Supplied data below:
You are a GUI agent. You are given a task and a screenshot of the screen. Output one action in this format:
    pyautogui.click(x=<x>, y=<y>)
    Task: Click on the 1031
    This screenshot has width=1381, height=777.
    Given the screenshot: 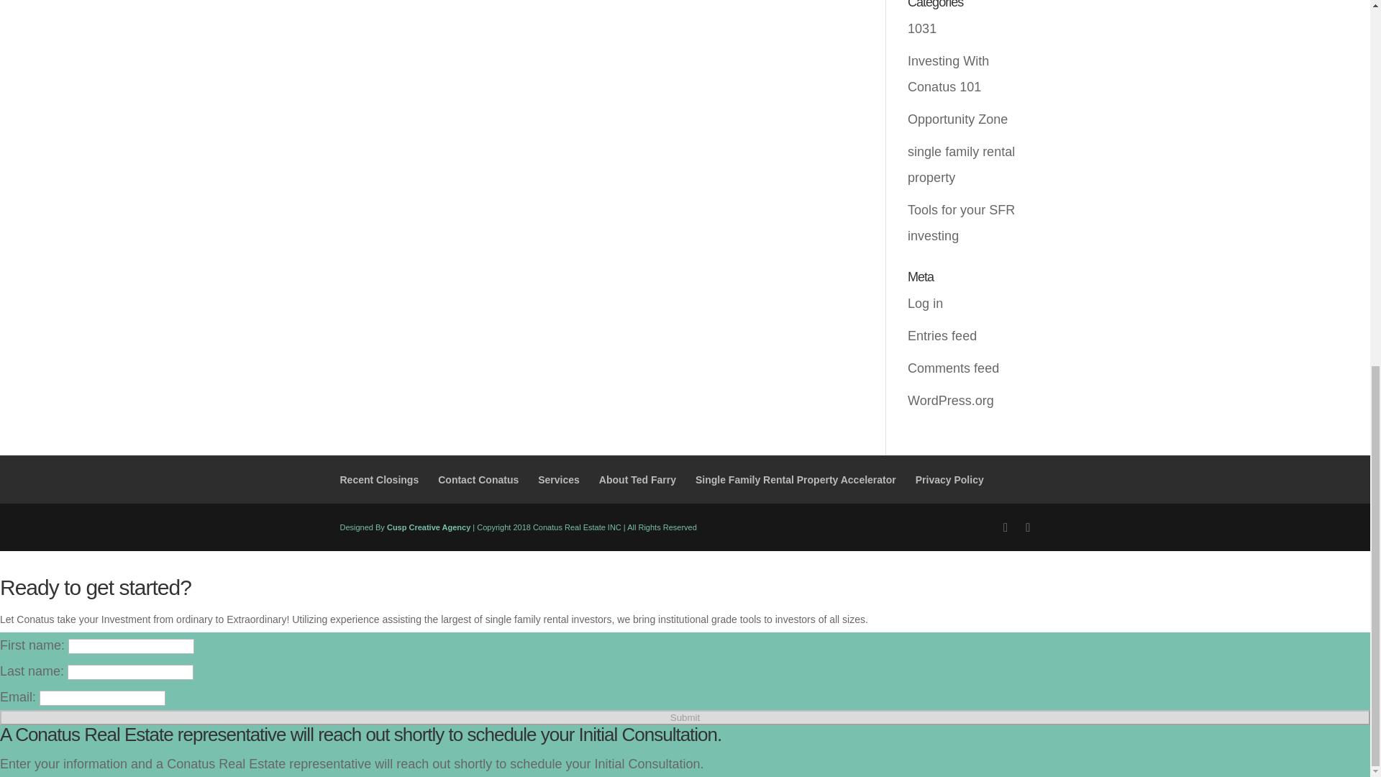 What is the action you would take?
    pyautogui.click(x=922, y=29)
End of Supplied data.
→ What to do
Please give an exact restatement of only the lines from the beginning of the material above to the line with "This screenshot has", inclusive.

→ Exercise answer
You are a GUI agent. You are given a task and a screenshot of the screen. Output one action in this format:
    pyautogui.click(x=<x>, y=<y>)
    Task: Click on the 1031
    This screenshot has width=1381, height=777.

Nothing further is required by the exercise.